Lost White Tribes
Journeys Among the Forgotten
-
- £4.99
-
- £4.99
Publisher Description
Over three hundred years ago the first European colonialists set foot in Africa, Asia and the Caribbean to found permanent outposts of the great empires. This epic migration continued until after World War II when these tropical outposts became independent black nations, and the white colonials were forced, or chose, to return home. Some of these colonial descendants, however, had become outcasts in the poorest stratas of the society of which they were now a part. Ignored by both the former slaves and the modern privileged white immigrants, and unable to afford the long journey home, they still hold out today, hiding in remote valleys and hills, 'lost white tribes' living in poverty with the proud myth of their colonial ancestors. Forced to marry within the tribe to retain their fair-skinned 'purity' they are torn between the memory of past privileges and the present need to integrate into the surrounding society.The tribes investigated in this book share much besides the colour of their skin: all are decreasing in number, many are on the verge of extinction, fighting to survive in countries that alienate them because of the colour of their skin. Riccardo Orizio investigates: the Blancs Matignon of Guadeloupe; the Burghers of Sri Lanka; the Poles of Haiti; the Basters of Namibia; the Germans of Seaford Town, Jamaica; the Confederados of Brazil.
PUBLISHERS WEEKLY
Ever wonder what became of that unfortunate Belgian clerk in Conrad's Heart of Darkness,who insisted upon wearing a starched collar despite the stifling Congo heat? Italian journalist Orizio shows that he may well have stayed on. Like Ryszard Kapuscinski, who provides a brief foreword, Orizio has a wonderful eye for cultural anachronisms and uncovers colonial remains in the form of white enclaves in Third World settings. His six subcultural portraits follow a similar pattern (which by no means detracts from their appeal), personalized by his subjects' discussions of their peculiar insider/outsider position.
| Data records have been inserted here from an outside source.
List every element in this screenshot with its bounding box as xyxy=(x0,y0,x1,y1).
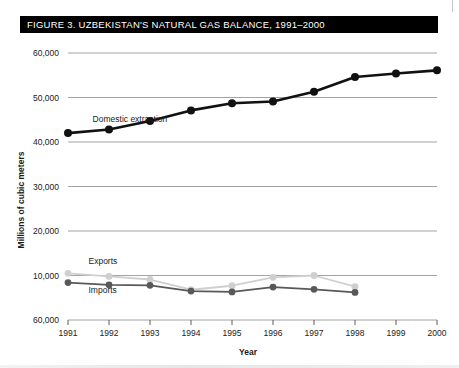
data-point-marker xyxy=(105,126,113,134)
data-point-marker xyxy=(311,272,318,279)
data-point-marker xyxy=(228,99,236,107)
x-axis-tick-label: 1994 xyxy=(182,328,201,338)
x-axis-tick-label: 1993 xyxy=(141,328,160,338)
x-axis-tick-label: 1999 xyxy=(387,328,406,338)
series-domestic-extraction xyxy=(64,66,441,137)
data-point-marker xyxy=(269,98,277,106)
data-point-marker xyxy=(187,106,195,114)
annotation-imports: Imports xyxy=(89,285,117,295)
x-axis-tick-label: 1996 xyxy=(264,328,283,338)
x-axis-title: Year xyxy=(239,347,258,357)
data-point-marker xyxy=(270,284,277,291)
data-point-marker xyxy=(392,69,400,77)
data-point-marker xyxy=(147,276,154,283)
y-axis-tick-label: 60,000 xyxy=(33,315,59,325)
data-point-marker xyxy=(352,283,359,290)
y-axis-title: Millions of cubic meters xyxy=(16,151,26,248)
data-point-marker xyxy=(65,279,72,286)
x-axis-tick-label: 1995 xyxy=(223,328,242,338)
data-point-marker xyxy=(64,129,72,137)
y-axis-tick-label: 50,000 xyxy=(33,93,59,103)
x-axis-tick-label: 1998 xyxy=(346,328,365,338)
y-axis-tick-label: 10,000 xyxy=(33,271,59,281)
y-axis-tick-label: 60,000 xyxy=(33,48,59,58)
x-axis-tick-labels: 1991199219931994199519961997199819992000 xyxy=(59,328,447,338)
gas-balance-line-chart: 60,00050,00040,00030,00020,00010,00060,0… xyxy=(0,0,459,368)
data-point-marker xyxy=(147,282,154,289)
data-series xyxy=(64,66,441,295)
annotation-domestic-extraction: Domestic extraction xyxy=(93,114,168,124)
data-point-marker xyxy=(188,288,195,295)
y-axis-tick-label: 40,000 xyxy=(33,137,59,147)
annotation-exports: Exports xyxy=(89,256,118,266)
data-point-marker xyxy=(229,289,236,296)
chart-area: 60,00050,00040,00030,00020,00010,00060,0… xyxy=(0,0,459,368)
data-point-marker xyxy=(229,282,236,289)
gridlines xyxy=(68,53,437,320)
data-point-marker xyxy=(351,73,359,81)
data-point-marker xyxy=(270,274,277,281)
data-point-marker xyxy=(65,270,72,277)
data-point-marker xyxy=(106,273,113,280)
data-point-marker xyxy=(311,286,318,293)
x-axis-tick-marks xyxy=(68,320,437,325)
x-axis-tick-label: 1991 xyxy=(59,328,78,338)
data-point-marker xyxy=(310,88,318,96)
data-point-marker xyxy=(352,289,359,296)
x-axis-tick-label: 2000 xyxy=(428,328,447,338)
y-axis-tick-label: 30,000 xyxy=(33,182,59,192)
series-annotations: Domestic extractionExportsImports xyxy=(89,114,168,295)
data-point-marker xyxy=(433,66,441,74)
x-axis-tick-label: 1992 xyxy=(100,328,119,338)
y-axis-tick-labels: 60,00050,00040,00030,00020,00010,00060,0… xyxy=(33,48,59,325)
y-axis-tick-label: 20,000 xyxy=(33,226,59,236)
x-axis-tick-label: 1997 xyxy=(305,328,324,338)
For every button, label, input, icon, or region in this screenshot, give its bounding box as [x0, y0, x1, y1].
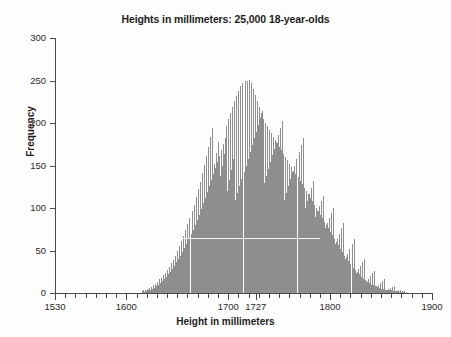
- x-tick-minor: [259, 294, 260, 298]
- x-tick-minor: [422, 294, 423, 298]
- x-tick-minor: [65, 294, 66, 298]
- x-tick-minor: [116, 294, 117, 298]
- x-tick-minor: [310, 294, 311, 298]
- y-axis-title: Frequency: [25, 72, 36, 192]
- x-tick-minor: [269, 294, 270, 298]
- x-tick-minor: [249, 294, 250, 298]
- x-tick-minor: [279, 294, 280, 298]
- plot-area: [55, 38, 432, 293]
- y-tick-label: 200: [0, 117, 46, 128]
- histogram-bar: [406, 292, 407, 293]
- x-tick-minor: [157, 294, 158, 298]
- y-tick-label: 50: [0, 245, 46, 256]
- x-tick-major: [228, 294, 229, 300]
- y-tick-label: 150: [0, 160, 46, 171]
- x-tick-minor: [106, 294, 107, 298]
- x-tick-minor: [187, 294, 188, 298]
- x-tick-minor: [300, 294, 301, 298]
- histogram-figure: Heights in millimeters: 25,000 18-year-o…: [0, 0, 451, 337]
- x-tick-minor: [147, 294, 148, 298]
- x-tick-minor: [401, 294, 402, 298]
- x-tick-major: [256, 294, 257, 300]
- x-tick-label: 1727: [245, 301, 266, 312]
- x-tick-minor: [137, 294, 138, 298]
- x-tick-minor: [208, 294, 209, 298]
- x-tick-minor: [320, 294, 321, 298]
- x-tick-label: 1800: [320, 301, 341, 312]
- x-tick-label: 1600: [116, 301, 137, 312]
- x-tick-minor: [86, 294, 87, 298]
- x-tick-minor: [177, 294, 178, 298]
- x-tick-minor: [167, 294, 168, 298]
- x-tick-minor: [340, 294, 341, 298]
- x-tick-major: [432, 294, 433, 300]
- y-tick-label: 100: [0, 202, 46, 213]
- x-tick-major: [126, 294, 127, 300]
- x-axis-title: Height in millimeters: [0, 316, 451, 327]
- x-axis-line: [55, 293, 433, 294]
- x-tick-minor: [198, 294, 199, 298]
- x-tick-minor: [350, 294, 351, 298]
- y-tick-label: 300: [0, 32, 46, 43]
- x-tick-minor: [371, 294, 372, 298]
- y-tick-label: 0: [0, 287, 46, 298]
- x-tick-minor: [391, 294, 392, 298]
- x-tick-minor: [361, 294, 362, 298]
- chart-title: Heights in millimeters: 25,000 18-year-o…: [0, 13, 451, 25]
- x-tick-label: 1530: [44, 301, 65, 312]
- x-tick-label: 1900: [421, 301, 442, 312]
- reference-line: [180, 238, 320, 239]
- y-tick-label: 250: [0, 75, 46, 86]
- x-tick-major: [55, 294, 56, 300]
- x-tick-minor: [75, 294, 76, 298]
- x-tick-label: 1700: [218, 301, 239, 312]
- x-tick-minor: [289, 294, 290, 298]
- x-tick-minor: [238, 294, 239, 298]
- x-tick-minor: [218, 294, 219, 298]
- x-tick-major: [330, 294, 331, 300]
- x-tick-minor: [96, 294, 97, 298]
- x-tick-minor: [381, 294, 382, 298]
- histogram-bars: [55, 38, 432, 293]
- x-tick-minor: [412, 294, 413, 298]
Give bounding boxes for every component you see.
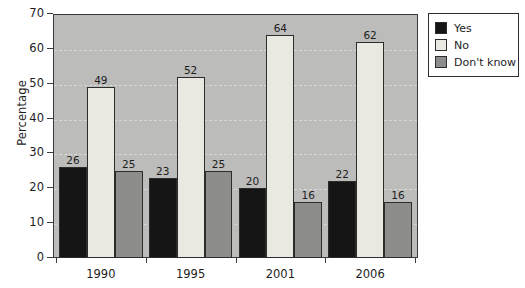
bar-group: 206416 (239, 14, 323, 258)
bar-group: 226216 (328, 14, 412, 258)
y-tick-label: 0 (37, 250, 44, 265)
bar-value-label: 25 (212, 158, 225, 170)
bar-value-label: 52 (184, 64, 197, 76)
x-axis-tick (146, 258, 147, 263)
bar-group: 235225 (149, 14, 233, 258)
bar-value-label: 23 (156, 165, 169, 177)
y-tick-label: 50 (29, 76, 44, 91)
bar-value-label: 22 (336, 168, 349, 180)
bar[interactable]: 26 (59, 167, 87, 258)
y-tick-label: 20 (29, 180, 44, 195)
x-axis-label: 2001 (266, 267, 295, 281)
bars-layer: 264925235225206416226216 (53, 14, 418, 258)
bar[interactable]: 62 (356, 42, 384, 258)
legend-swatch-icon (435, 56, 447, 68)
legend-label: Yes (454, 22, 472, 35)
x-axis-tick (325, 258, 326, 263)
x-axis-tick (236, 258, 237, 263)
bar[interactable]: 52 (177, 77, 205, 258)
bar-chart: Percentage 010203040506070 2649252352252… (0, 0, 525, 288)
bar-value-label: 16 (302, 189, 315, 201)
bar[interactable]: 49 (87, 87, 115, 258)
y-tick-label: 40 (29, 111, 44, 126)
x-axis-tick (415, 258, 416, 263)
x-axis-label: 1990 (86, 267, 115, 281)
bar-value-label: 62 (363, 29, 376, 41)
legend: YesNoDon't know (428, 13, 519, 77)
legend-swatch-icon (435, 22, 447, 34)
y-axis-ticks: 010203040506070 (5, 14, 53, 258)
x-axis-tick (56, 258, 57, 263)
bar[interactable]: 22 (328, 181, 356, 258)
bar[interactable]: 16 (384, 202, 412, 258)
legend-item[interactable]: Yes (435, 20, 513, 36)
bar-value-label: 25 (122, 158, 135, 170)
bar[interactable]: 25 (205, 171, 233, 258)
y-tick-label: 60 (29, 41, 44, 56)
bar[interactable]: 25 (115, 171, 143, 258)
bar-value-label: 26 (66, 154, 79, 166)
bar-value-label: 16 (391, 189, 404, 201)
y-tick-label: 30 (29, 145, 44, 160)
bar[interactable]: 20 (239, 188, 267, 258)
bar-value-label: 64 (274, 22, 287, 34)
legend-label: No (454, 39, 469, 52)
bar[interactable]: 23 (149, 178, 177, 258)
bar[interactable]: 16 (294, 202, 322, 258)
bar-value-label: 20 (246, 175, 259, 187)
x-axis: 1990199520012006 (53, 258, 418, 288)
bar-value-label: 49 (94, 74, 107, 86)
legend-swatch-icon (435, 39, 447, 51)
y-tick-label: 10 (29, 215, 44, 230)
legend-label: Don't know (454, 56, 516, 69)
x-axis-label: 2006 (355, 267, 384, 281)
legend-item[interactable]: Don't know (435, 54, 513, 70)
bar[interactable]: 64 (266, 35, 294, 258)
legend-item[interactable]: No (435, 37, 513, 53)
bar-group: 264925 (59, 14, 143, 258)
y-tick-label: 70 (29, 6, 44, 21)
x-axis-label: 1995 (176, 267, 205, 281)
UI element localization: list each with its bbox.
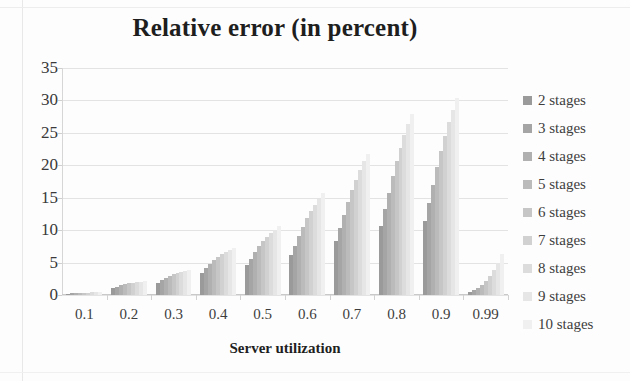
bar[interactable]	[321, 193, 325, 295]
bar[interactable]	[277, 226, 281, 295]
bar-cluster	[334, 68, 370, 295]
scan-edge-bottom	[0, 372, 630, 373]
y-axis-tick-label: 15	[18, 188, 58, 208]
x-axis-tick-label: 0.99	[473, 306, 499, 323]
bar-cluster	[66, 68, 102, 295]
bar[interactable]	[232, 248, 236, 295]
x-axis-tick-mark	[107, 295, 108, 300]
legend-swatch-icon	[523, 236, 532, 245]
legend-swatch-icon	[523, 292, 532, 301]
legend-item[interactable]: 5 stages	[523, 170, 628, 198]
x-axis-tick-mark	[330, 295, 331, 300]
bar-cluster	[289, 68, 325, 295]
x-axis-tick-mark	[240, 295, 241, 300]
x-axis-tick-mark	[196, 295, 197, 300]
bar[interactable]	[500, 254, 504, 295]
bar-cluster	[379, 68, 415, 295]
bar[interactable]	[187, 270, 191, 295]
y-axis-tick-label: 30	[18, 90, 58, 110]
legend-item[interactable]: 7 stages	[523, 226, 628, 254]
x-axis-tick-label: 0.8	[387, 306, 406, 323]
legend-swatch-icon	[523, 320, 532, 329]
scan-edge-top	[0, 7, 630, 8]
legend-label: 6 stages	[538, 204, 586, 221]
x-axis-tick-label: 0.4	[209, 306, 228, 323]
chart-legend: 2 stages3 stages4 stages5 stages6 stages…	[523, 86, 628, 338]
x-axis-tick-label: 0.2	[120, 306, 139, 323]
bar[interactable]	[143, 281, 147, 295]
y-axis-tick-label: 35	[18, 58, 58, 78]
y-axis-tick-label: 10	[18, 220, 58, 240]
x-axis-tick-mark	[285, 295, 286, 300]
bar-cluster	[156, 68, 192, 295]
bar-cluster	[468, 68, 504, 295]
x-axis-title: Server utilization	[62, 340, 508, 357]
x-axis-tick-mark	[463, 295, 464, 300]
bar-cluster	[200, 68, 236, 295]
legend-label: 4 stages	[538, 148, 586, 165]
bar[interactable]	[410, 114, 414, 295]
y-axis-line	[62, 68, 63, 295]
legend-item[interactable]: 3 stages	[523, 114, 628, 142]
chart-title: Relative error (in percent)	[0, 14, 630, 42]
y-axis-tick-label: 25	[18, 123, 58, 143]
legend-label: 5 stages	[538, 176, 586, 193]
y-axis-tick-mark	[58, 295, 62, 296]
legend-item[interactable]: 6 stages	[523, 198, 628, 226]
bar-cluster	[423, 68, 459, 295]
x-axis-tick-label: 0.5	[253, 306, 272, 323]
plot-area	[62, 68, 508, 295]
legend-swatch-icon	[523, 124, 532, 133]
x-axis-tick-label: 0.1	[75, 306, 94, 323]
legend-swatch-icon	[523, 96, 532, 105]
x-axis-tick-mark	[508, 295, 509, 300]
x-axis-tick-label: 0.3	[164, 306, 183, 323]
y-axis-tick-label: 5	[18, 253, 58, 273]
bar[interactable]	[366, 154, 370, 295]
x-axis-tick-label: 0.9	[432, 306, 451, 323]
bar-cluster	[245, 68, 281, 295]
legend-swatch-icon	[523, 264, 532, 273]
legend-item[interactable]: 4 stages	[523, 142, 628, 170]
legend-swatch-icon	[523, 152, 532, 161]
legend-swatch-icon	[523, 180, 532, 189]
legend-item[interactable]: 8 stages	[523, 254, 628, 282]
legend-item[interactable]: 10 stages	[523, 310, 628, 338]
legend-label: 3 stages	[538, 120, 586, 137]
legend-label: 8 stages	[538, 260, 586, 277]
x-axis-tick-mark	[419, 295, 420, 300]
legend-label: 7 stages	[538, 232, 586, 249]
y-axis-tick-label: 0	[18, 285, 58, 305]
x-axis-tick-label: 0.6	[298, 306, 317, 323]
legend-item[interactable]: 9 stages	[523, 282, 628, 310]
bar-cluster	[111, 68, 147, 295]
legend-label: 2 stages	[538, 92, 586, 109]
bar[interactable]	[98, 292, 102, 295]
y-axis-tick-label: 20	[18, 155, 58, 175]
x-axis-tick-label: 0.7	[343, 306, 362, 323]
x-axis-tick-mark	[151, 295, 152, 300]
legend-label: 9 stages	[538, 288, 586, 305]
x-axis-tick-mark	[374, 295, 375, 300]
chart-container: Relative error (in percent) 051015202530…	[0, 0, 630, 381]
legend-item[interactable]: 2 stages	[523, 86, 628, 114]
legend-label: 10 stages	[538, 316, 593, 333]
legend-swatch-icon	[523, 208, 532, 217]
bar[interactable]	[455, 98, 459, 295]
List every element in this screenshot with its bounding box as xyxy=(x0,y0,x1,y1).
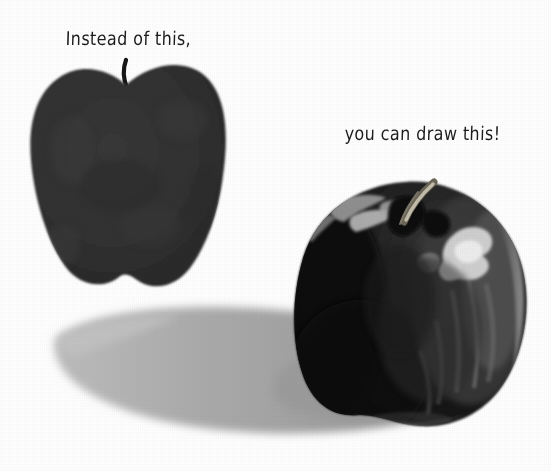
apple-scene-svg xyxy=(0,0,551,471)
caption-you-can-draw-this: you can draw this! xyxy=(344,122,501,144)
caption-instead-of-this: Instead of this, xyxy=(65,27,191,49)
flat-apple xyxy=(30,60,225,286)
illustration-canvas: Instead of this, you can draw this! xyxy=(0,0,551,471)
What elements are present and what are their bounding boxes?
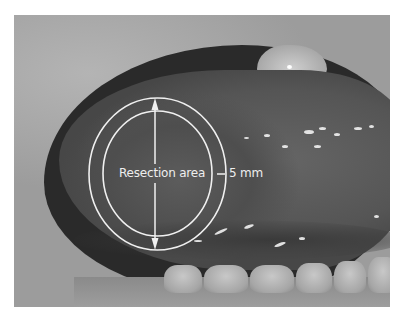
- resection-area-label: Resection area: [119, 166, 205, 180]
- margin-label: 5 mm: [229, 166, 263, 180]
- resection-overlay: [0, 0, 397, 321]
- arrow-up-icon: [152, 98, 159, 110]
- arrow-down-icon: [152, 238, 159, 250]
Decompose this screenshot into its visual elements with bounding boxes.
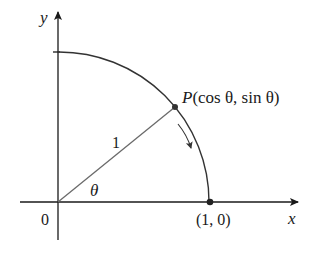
origin-label: 0	[41, 211, 49, 228]
radius-line	[58, 107, 175, 202]
point-p-label: P(cos θ, sin θ)	[181, 88, 280, 107]
point-p-coords: (cos θ, sin θ)	[192, 88, 279, 107]
point-p-name: P	[181, 88, 192, 107]
unit-circle-arc	[58, 52, 209, 202]
radius-label: 1	[112, 134, 120, 151]
x-axis-label: x	[287, 209, 296, 228]
y-axis-label: y	[38, 8, 48, 27]
angle-label: θ	[90, 181, 98, 200]
unit-circle-diagram: y x 0 1 θ P(cos θ, sin θ) (1, 0)	[0, 0, 329, 253]
point-1-0-label: (1, 0)	[196, 211, 231, 229]
point-p	[172, 104, 178, 110]
point-1-0	[207, 199, 214, 206]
The opening chapter takes Orizio to Sri Lanka, where he contacts the remnants of the Dutch community, a group that originally arrived some 400 years ago with the Dutch East India Company and, for whatever reason, chose to stay on after the collapse of Dutch rule. Now they are doubly isolated not only have they lost their mother tongue, but they never acquired the national language, Sinhalese. Instead they speak English, the language of an intervening empire. And with whom do they identify? Orizio ably addresses that complicated question, conveying the ambiguities of identity that attend these historical holdovers by amplifying their voices with background information. All of the countries Orizio visits house small communities of whites who have been bypassed by history. Although Orizio (now editor of CNN Italia) refrains from drawing any overarching conclusions from these disparate narratives, he successfully conveys the dilemmas posed by being a member of a vanishing postcolonial tribe.